A Hack Cambridge Ternary project
You, the drawer, create a drawing of a certain word or phrase. Your friend, the guesser, tries to guess what that word is, by looking at your image. However, a Convolutional Neural Network trained on hundreds of thousands of images is also in the running - and if the AI can guess the image, you both lose!
You're thus encouraged to come up with interesting, alternative ways of depicting the given word or phrase. Maybe draw a flamingo with its head under the water, or an upside down umbrella - the choice is yours!
Bad Flamingo isn't just a game. The robustness and security of machine learning algorithms are becoming increasingly critical as AI systems make important decisions in work, life, and play. Crucial to understanding ML security are adversarial training examples, which are training examples that humans easily identify but puzzle machines.
Most adversarial training examples are generated by adding imperceptible noise to the training examples. In Bad Flamingo, however, users must draw fundamentally alternative images to fool the ML classifier. These proposed semantic adversarial examples test relations between captions and images that humans can understand, but ML models cannot. Playing Bad Flamingo will thus generate more difficult datasets for modern ML models and encourage further research in robust, human-like computer vision.
To start the server, run
npm install
npm run dev
Currently matchmaking infrastructure hasn't been set up yet. Simply navigate to the following addresses on any browser:
{IP_ADDRESS}:8000/#/{GAME_CODE}/0
to play as the drawer{IP_ADDRESS}:8000/#/{GAME_CODE}/1
to play as the traitor (see below){IP_ADDRESS}:8000/#/{GAME_CODE}/2
to play as the guesser
where GAME_CODE
is any alphanumeric game code, and IP_ADDRESS
is the
address of the machine hosting the server (e.g. localhost
if running on your
own computer).
We noticed that simple ways of fooling the AI include drawing squiggles over an image, or surrounding an image with a border or a box, and others.
One option of fixing this (and making the game slightly more interesting) is to include a third player, the traitor, who is on the side of the AI. The traitor is not given the original label of the image, but is allowed to erase lines in the image to attempt to make it more interpretable for the AI. The guesser sees the original image as usual.
If you don't want to play with the traitor, then (for now) simply click submit on his player - options for enabling/disabling this player are forthcoming.
Original name for this project inspired by Colin Morris's blog post.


**Task description**
Restate, exactly and without pictures, the lines from the start of the listing below through the line holding "You are a GUI".

**Task input**

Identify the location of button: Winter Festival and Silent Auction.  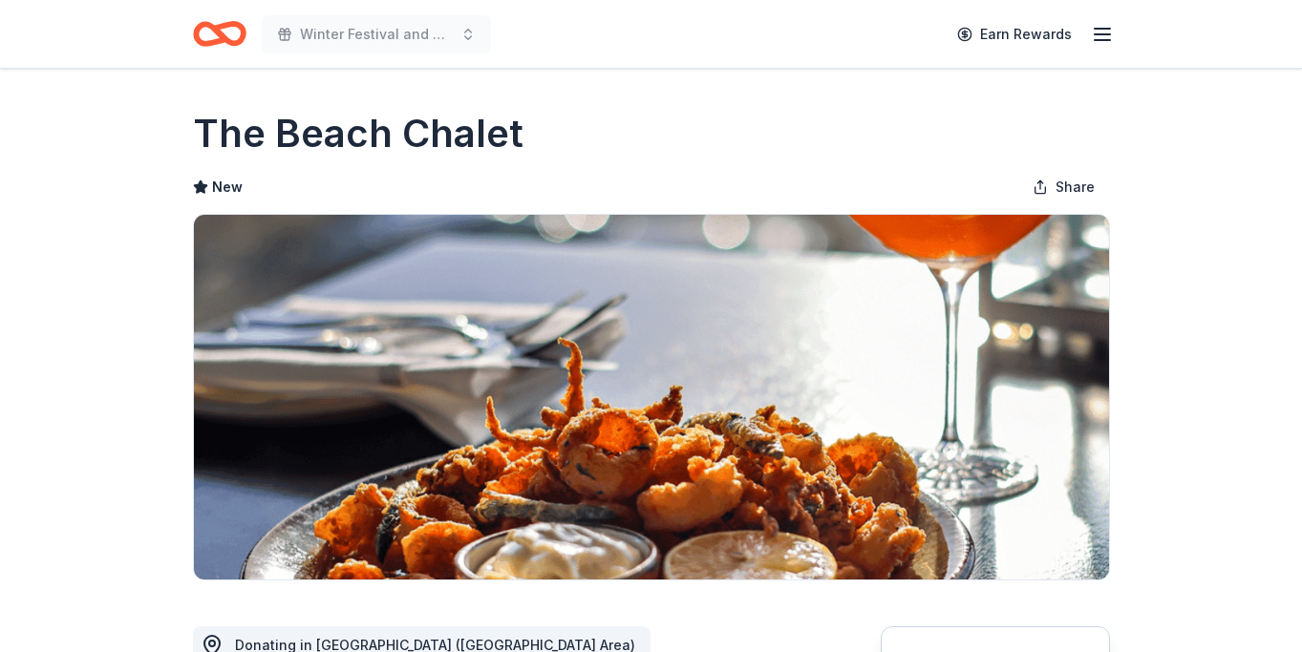
(376, 34).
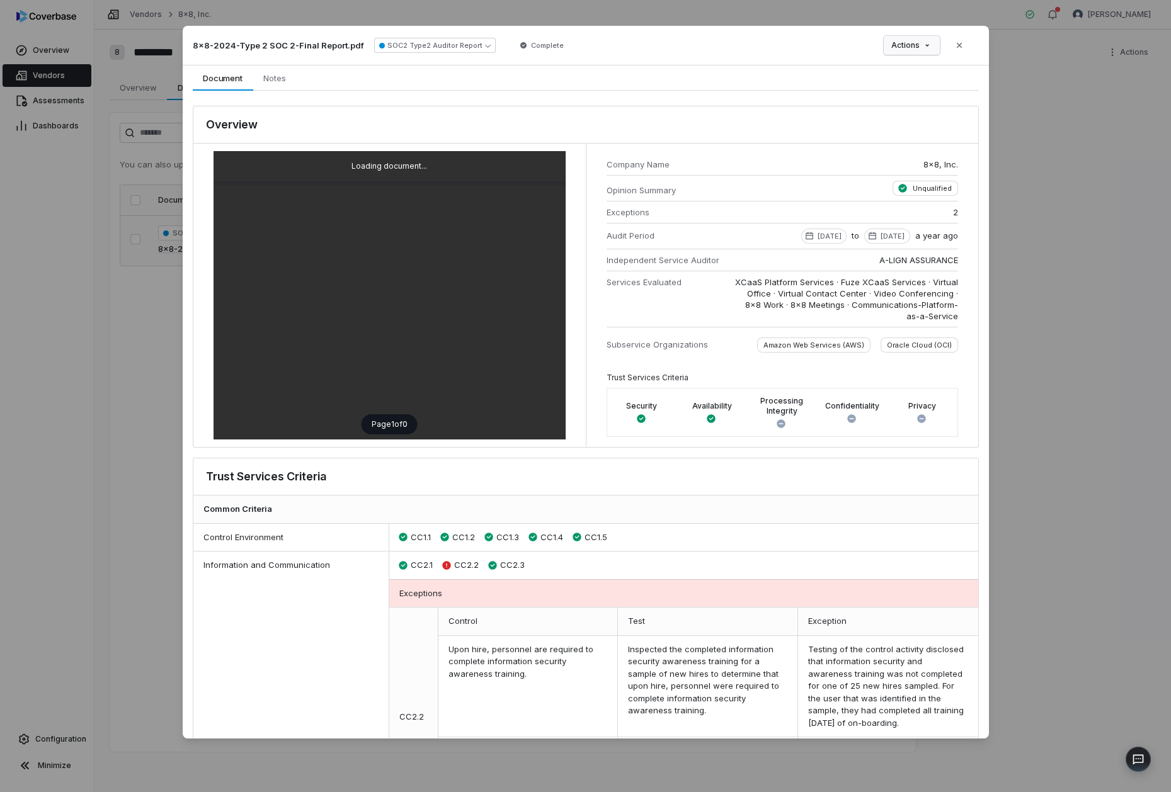 Image resolution: width=1171 pixels, height=792 pixels. Describe the element at coordinates (657, 345) in the screenshot. I see `span: Subservice Organizations` at that location.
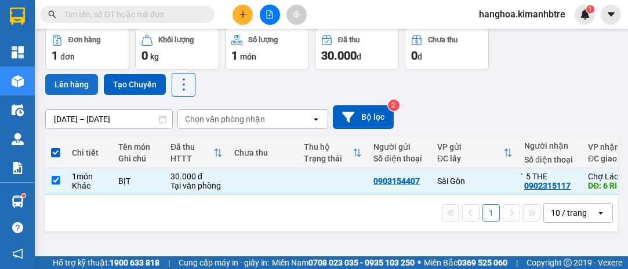 The width and height of the screenshot is (628, 269). I want to click on span: question-circle, so click(17, 228).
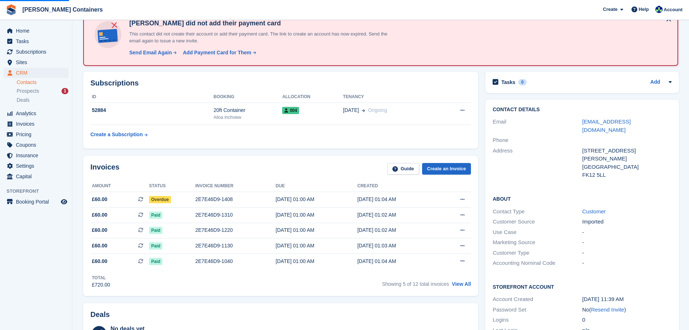 This screenshot has width=689, height=330. I want to click on img: stora-icon-8386f47178a22dfd0bd8f6a31ec36ba5ce8667c1dd55bd0f319d3a0aa187defe.svg, so click(11, 10).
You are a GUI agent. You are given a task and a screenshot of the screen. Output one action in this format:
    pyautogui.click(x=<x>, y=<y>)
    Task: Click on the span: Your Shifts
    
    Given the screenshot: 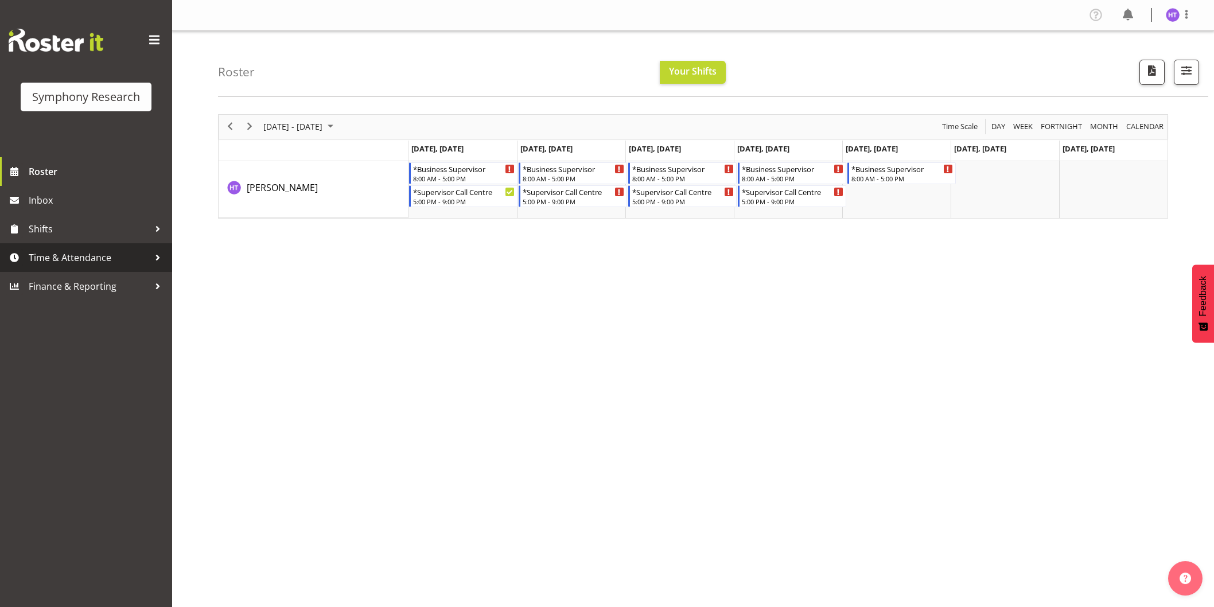 What is the action you would take?
    pyautogui.click(x=693, y=71)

**Response for this exercise**
Identify the location of button: Winter Festival and Silent Auction.  
(376, 34).
 Image resolution: width=1171 pixels, height=792 pixels. Describe the element at coordinates (657, 345) in the screenshot. I see `span: Subservice Organizations` at that location.
 The width and height of the screenshot is (628, 269). I want to click on span: question-circle, so click(17, 228).
 This screenshot has width=689, height=330. I want to click on img: stora-icon-8386f47178a22dfd0bd8f6a31ec36ba5ce8667c1dd55bd0f319d3a0aa187defe.svg, so click(11, 10).
You are a GUI agent. You are given a task and a screenshot of the screen. Output one action in this format:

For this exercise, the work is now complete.